The moment I knew Covid-19 was real: In Idaho, we had no potatoes

A friend from Italy pleaded with God into Instagram, but that was somewhere else.

It was March, and there were still zero reported cases in Idaho. We’d been planning this trip for months: my wife and in-laws and I would meet my parents in McCall, population around 3,000, where I spent summers at my grandparents’ house. A ski trip seemed so innocent, so secluded, the perfect antidote to the outset of a pandemic. We wanted to maintain normalcy and the trip had occupied our minds for weeks. A friend from Italy pleaded with God into Instagram, but that was somewhere else. 

At the ski hill, blizzard conditions sent us in for an early lunch. There wasn’t an empty seat in the lodge. A folk band played in the corner. We finally grabbed some seats near the wall. We ordered sandwiches, and could see into the kitchen from our table. The line cook grabbed fistfuls of homemade potato chips with his bare hand from a stainless steel hotel pan and plated them. I laughed, because the cook is a friend. 
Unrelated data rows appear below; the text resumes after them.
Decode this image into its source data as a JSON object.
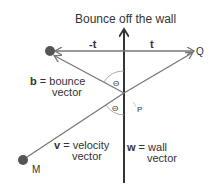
{
  "title": "Bounce off the wall",
  "labels": {
    "neg_t": "-t",
    "t": "t",
    "Q": "Q",
    "P": "P",
    "M": "M",
    "theta_upper": "Θ",
    "theta_lower": "Θ"
  },
  "vectors": {
    "b": {
      "symbol": "b",
      "eq": " = bounce",
      "line2": "vector"
    },
    "v": {
      "symbol": "v",
      "eq": " = velocity",
      "line2": "vector"
    },
    "w": {
      "symbol": "w",
      "eq": " = wall",
      "line2": "vector"
    }
  },
  "colors": {
    "line": "#777777",
    "wall": "#333333",
    "ball": "#555555",
    "text": "#333333"
  }
}
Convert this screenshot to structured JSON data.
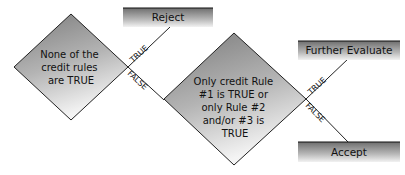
{
  "diagram": {
    "type": "decision-flowchart",
    "decisions": [
      {
        "id": "d1",
        "lines": [
          "None of the",
          "credit rules",
          "are TRUE"
        ]
      },
      {
        "id": "d2",
        "lines": [
          "Only credit Rule",
          "#1 is TRUE or",
          "only Rule #2",
          "and/or #3 is",
          "TRUE"
        ]
      }
    ],
    "outcomes": {
      "reject": "Reject",
      "further_evaluate": "Further Evaluate",
      "accept": "Accept"
    },
    "edges": [
      {
        "from": "d1",
        "to": "reject",
        "label": "TRUE"
      },
      {
        "from": "d1",
        "to": "d2",
        "label": "FALSE"
      },
      {
        "from": "d2",
        "to": "further_evaluate",
        "label": "TRUE"
      },
      {
        "from": "d2",
        "to": "accept",
        "label": "FALSE"
      }
    ],
    "colors": {
      "shape_dark": "#7a7a7a",
      "shape_light": "#f2f2f2",
      "line": "#222222",
      "text": "#111111"
    }
  }
}
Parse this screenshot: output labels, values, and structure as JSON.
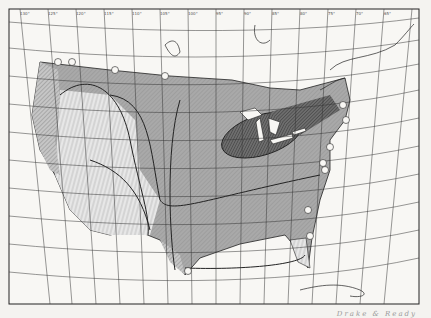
{
  "map": {
    "title": "Map of the United States with shaded isoline zones",
    "region": "United States",
    "caption": "Drake & Ready",
    "projection": "conic graticule",
    "top_longitude_labels": [
      "130°",
      "125°",
      "120°",
      "115°",
      "110°",
      "105°",
      "100°",
      "95°",
      "90°",
      "85°",
      "80°",
      "75°",
      "70°",
      "65°",
      "60°",
      "55°"
    ],
    "bottom_longitude_labels": [
      "115°",
      "110°",
      "105°",
      "100°",
      "95°",
      "90°",
      "85°",
      "80°",
      "75°"
    ],
    "left_latitude_labels": [
      "50°",
      "45°",
      "40°",
      "35°",
      "30°",
      "25°"
    ],
    "zones": [
      {
        "name": "heaviest-zone",
        "pattern": "dense-crosshatch",
        "location": "Great Lakes / Northeast"
      },
      {
        "name": "heavy-zone",
        "pattern": "dark-shade",
        "location": "Midwest, East, South"
      },
      {
        "name": "medium-zone",
        "pattern": "light-shade",
        "location": "Great Plains"
      },
      {
        "name": "light-zone",
        "pattern": "vertical-hatch",
        "location": "Intermountain West"
      },
      {
        "name": "coastal-zone",
        "pattern": "diagonal-hatch",
        "location": "Pacific Northwest coast, Florida, S. Texas"
      }
    ],
    "station_markers": 14,
    "colors": {
      "paper": "#f4f3f0",
      "ink": "#222222",
      "shade": "#b9b9b9",
      "dark_shade": "#7a7a7a"
    }
  }
}
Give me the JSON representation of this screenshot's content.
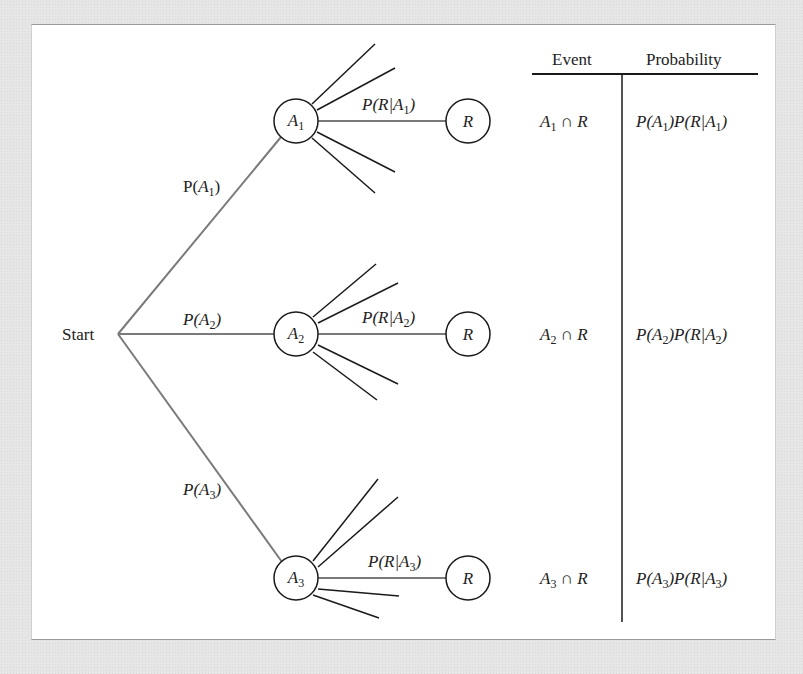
{
  "figure": {
    "start_label": "Start",
    "first_stage": [
      {
        "id": "A1",
        "branch_label": "P(",
        "branch_var": "A",
        "branch_sub": "1",
        "branch_close": ")",
        "node_var": "A",
        "node_sub": "1"
      },
      {
        "id": "A2",
        "branch_label": "P(",
        "branch_var": "A",
        "branch_sub": "2",
        "branch_close": ")",
        "node_var": "A",
        "node_sub": "2"
      },
      {
        "id": "A3",
        "branch_label": "P(",
        "branch_var": "A",
        "branch_sub": "3",
        "branch_close": ")",
        "node_var": "A",
        "node_sub": "3"
      }
    ],
    "second_stage": [
      {
        "cond_pre": "P(R|A",
        "cond_sub": "1",
        "cond_close": ")",
        "node_label": "R"
      },
      {
        "cond_pre": "P(R|A",
        "cond_sub": "2",
        "cond_close": ")",
        "node_label": "R"
      },
      {
        "cond_pre": "P(R|A",
        "cond_sub": "3",
        "cond_close": ")",
        "node_label": "R"
      }
    ]
  },
  "table": {
    "headers": {
      "event": "Event",
      "probability": "Probability"
    },
    "rows": [
      {
        "event_var": "A",
        "event_sub": "1",
        "event_rest": " ∩ R",
        "prob_a": "P(A",
        "prob_sub1": "1",
        "prob_b": ")P(R|A",
        "prob_sub2": "1",
        "prob_c": ")"
      },
      {
        "event_var": "A",
        "event_sub": "2",
        "event_rest": " ∩ R",
        "prob_a": "P(A",
        "prob_sub1": "2",
        "prob_b": ")P(R|A",
        "prob_sub2": "2",
        "prob_c": ")"
      },
      {
        "event_var": "A",
        "event_sub": "3",
        "event_rest": " ∩ R",
        "prob_a": "P(A",
        "prob_sub1": "3",
        "prob_b": ")P(R|A",
        "prob_sub2": "3",
        "prob_c": ")"
      }
    ]
  },
  "colors": {
    "branch_line": "#7a7a7a",
    "spoke_line": "#1a1a1a",
    "panel_bg": "#ffffff",
    "page_bg": "#e6e6e6"
  }
}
“Exponential” means little on paper. Driving back to my grandparent’s house that afternoon, suddenly a dozen sickos dotted the cable news map of Idaho, like pock marks. Panic settled into the valley like a fog. About 27 percent of the state practices Mormonism, and a doomsday mentality pervades even the youth—larders full of canned goods and dried beans, enough for a month, are not only commonplace, but required. The pagans now followed suit, making runs on the two grocery stores in town.

A foolish thing, to assume your subsistence will continue—never considering the hundreds or thousands of other people moving those spuds around.

Empty produce bins confronted us at the market. The potatoes were gone. There were no potatoes. In Idaho, we had no potatoes. I always joked, “We actually grow more turnips. The potatoes are renowned for their quality.” But it never crossed my mind we’d not have potatoes. My Grandpa, at one point, was quite literally a potato inspector. A foolish thing, to assume your subsistence will continue—never considering the hundreds or thousands of other people moving those spuds around. 

The next day, my friend from the lodge reached out. The resort had closed, the entire staff axed from their jobs, including Peruvian exchange workers now trapped in Idaho with no work. More panic. We needed to get back to our dog, our garden, what little of our lives remained operating in New York City. The roads deserted, the planes empty. 

We landed at JFK, after eight hours at SeaTac—deserted, emptied, closed down. As we left the discomfort of hermetic security, smelling of bleach cleaner and ethyl alcohol, the reality again confronted us: massive ads for teleconference app Zoom appliquéd the walls. Social life moved online, fully, and the marketeers didn’t miss a beat.

Dale Eisinger is a writer from Idaho, based in New York.